Blog Post Heading
Blog Post Content
By Frank Connolly
Senior Editor, MindEdge Learning
As the U.S. economy struggles to return to a post-pandemic “new normal,” the nonprofit sector is once again confronting its “old normal”: a serious skills gap affecting both leaders and paid staff.
Even before COVCID-19 disrupted the global economy, nonprofit leaders saw the skills gap as a serious problem. A 2020 survey of nonprofit leaders by Wipfli LLP found that staff recruitment and workforce issues were the number-two challenge facing the nonprofit sector, cited by nearly half (48%) of all survey respondents. At the time, analysts actually identified two different skills gaps: a lack of vital skills among leaders, occasioned largely by a wave of Baby Boomer retirements, and a separate skills gap among paid staffers, caused by a combination of technological and economic forces.
The COVID pandemic only made matters worse. The rise of remote work and the ensuing Great Resignation roiled the labor markets for all employers, not just nonprofits. In 2023, the Wiley Closing the Gap survey of HR professionals found that 69% of respondents saw a big gap between the skills their organizations need and the skills their employees possess. That figure represented a 14-point increase in just two years.
The number of nonprofits actually increased during the pandemic, but fundraising and staffing took a hit. According to Scion Nonprofit, the number of nonprofits increased by 3.5% in 2021 alone, largely in response to greater need among underserved communities. But private fundraising and government funding both tailed off, and staffing levels declined.
In 2023, the Council of Nonprofits found that almost 75% of nonprofit organizations were reporting job vacancies, with a majority saying that they had more open jobs than before the pandemic. And Nonprofit HR reported that 45% of nonprofit employees will be looking for different jobs by 2025, and only half think they will stay in the nonprofit sector.
Taken together, these findings indicate that nonprofits in general are facing a post-COVID staffing crisis that threatens their ability to deliver needed services and advance their missions. The principal reason for the staffing shortfall is salary competition from the private sector—but employee burnout, changed expectations among younger workers, and a lack of affordable childcare for employees are also major factors.
This staffing crisis, in turn, exacerbates the skills gap: when nonprofits are having a hard time hiring any new employees at all, it is all that much harder for them to find highly skilled workers who meet the organization’s particular needs. This is true at the leadership level as well as at the staff level.
What’s the solution, then? How can nonprofits meet their overall staffing needs and find enough skilled workers who can improve the organization’s performance and advance its mission?
At the staff level, there are a few approaches that offer at least some stopgap solutions:
- Nonprofit Collaboration: Organizations can gain access to more skilled workers by collaborating with other nonprofits that have similar missions or serve the same geographic area. Fundraising, social media, communications, and technical support are areas where two or more organizations can benefit from collaborative “shared staffing.”

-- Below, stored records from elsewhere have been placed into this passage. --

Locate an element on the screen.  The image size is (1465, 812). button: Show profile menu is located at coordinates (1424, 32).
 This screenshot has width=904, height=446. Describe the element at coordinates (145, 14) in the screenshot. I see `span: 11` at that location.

- Skilled Volunteers: Skills-Based Volunteering (SBV) is a form of volunteering in which volunteers with highly specific skills volunteer at a nonprofit organization that needs those skills. The organization benefits from having more skilled workers, and the volunteers benefit from giving back to the community and seeing that their efforts have a specific and quickly felt impact. Some nonprofits may try to recruit Skills-Based Volunteers on their own, but it is more usual that volunteers offer their services through employee giving programs—when an email marketing firm, for instance, might encourage employees to donate some of their time to a local nonprofit that needs their help.
- Emphasize Remote Work and Organizational Culture: Remote work and hybrid work arrangements have become the norm since the pandemic, and they have a particularly strong appeal to younger workers. To the greatest extent possible, organizations should allow these flexible work arrangements. Similarly, organizations that have a strong and inclusive culture will find that they have an advantage in recruiting new talent.
- Address the Childcare Dilemma: Organizations that find a way to offer free or reduced-cost childcare will find they have a major advantage in the talent wars.
At the end of the day, however, these approaches are really only Band-Aid solutions—ways to improve skills recruitment on the margins. The best long-term solution—for staff recruitment and even more so for leadership recruitment—lies in training and upskilling.
It stands to reason: it is easier and more cost-effective for organizations to train the workers they already have, than to identify, recruit, and onboard new workers with specific pre-existing skills. Whether organizations conduct their own in-house training or provide tuition credits for outside skills-training courses, they are investing in their own employees. And organizations that provide access to skills training are also providing their workers with a highly desirable employee benefit, which should help improve retention rates in the long term.
The answer is clear: to address the nonprofit skills gap, skills training is the best way to go.